I was diagnosed with anxiety and depression. Was on Prozac, and then something else that escapes me. The drugs made me feel so off that I really couldn’t do much except ride it out. I had gone to ‘the best psychiatrist’ in the area, and he was nothing but a high priced pusher of drugs, and when the ‘drug of the day’ didn’t work, he wanted to add something else. It seemed like I could only get through that mess if I had some kind of recovery. The side effects were horrific sometimes. Sweating, stinky BO, weird heart rate excursions, weird dreams, weird visual artifacts, and on and on.

I finally said ‘ENOUGH!!’. I had bad reactions to some of them too, and was just tired of feeling drugged. I stopped a lot of what I saw in my diet as ‘counter productive’, and started doing things that I thought might help. I stopped caffeine, I started walking more, I started listening to more classical music (Mozart, etc). I started reading more, I sat out in the sun more, I walked through the grass in my bare feet. Sounds clique, but try it. I stopped worrying about people that I really didn’t care about, and stopped listening to the trolls in the world I inhabited. I also started riding after a long time off, and found a lot of trails and great places to rip and scare myself. I guess I was enjoying life instead of wanting to be shielded from it by drugs. Not to say that some would benefit from pharmaceuticals, but be careful who you go for help. I went to one doc who was prescribing meds that required lab test monitoring, and he wouldn’t do any of it. He was a good physician, but was being urged to prescribe by the drug company reps that would be there fairly often. (The drug rep issues have gotten better since then, but are not zero)

I also learned ho depression can breed anxiety, and anxiety can breed depression. They seem to go hand in hand quite a bit.

But out of all of it, I was amazed at the inefficiencies of the drug delivery network. Psychiatrists used to listen to their clients and now are like a gumball machine. Oh, that med didn’t work, well here, try this one. Family practice (and other) docs/PA’s/etc were prescribing drugs that they probably shouldn’t be able to, and were not doing the followup expected/required by the manufacturer. Don’t assume that you need a pill. And some of those pills carry long lasting cardiac side effects to be concerned about for people training.

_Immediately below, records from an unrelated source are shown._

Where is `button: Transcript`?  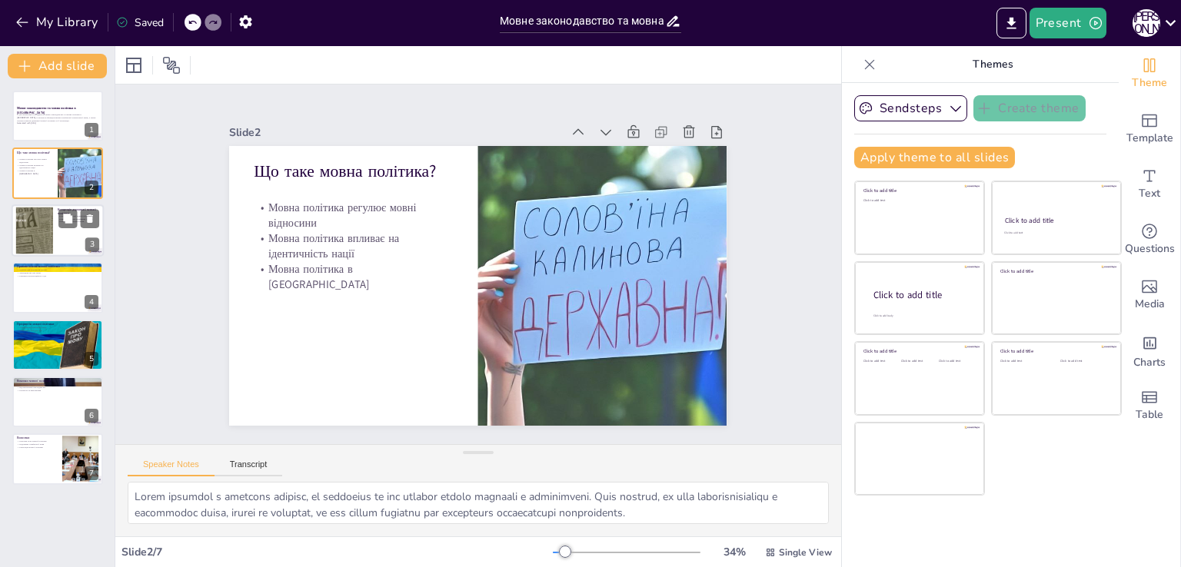
button: Transcript is located at coordinates (248, 468).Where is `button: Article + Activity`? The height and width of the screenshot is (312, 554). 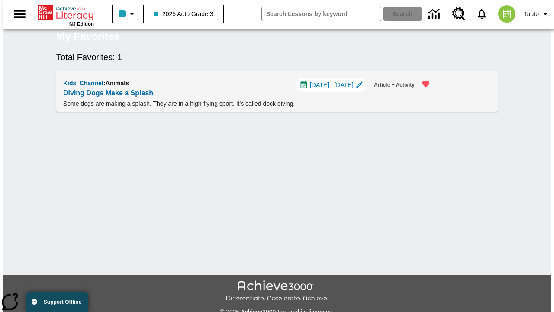 button: Article + Activity is located at coordinates (395, 85).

If you need help, try to determine what help you need. Drugs aren’t the answer for everyone, but in an overworked medical system, giving someone a bottle of pills is fast and easy. Be good to yourself…

And this ll happened probably 30 + years ago. I had family die, job changes, a lot to weigh me down. I probably had every right to be a little depressed and anxious. The drugs didn’t help, I’m just glad they didn’t hurt me, long term.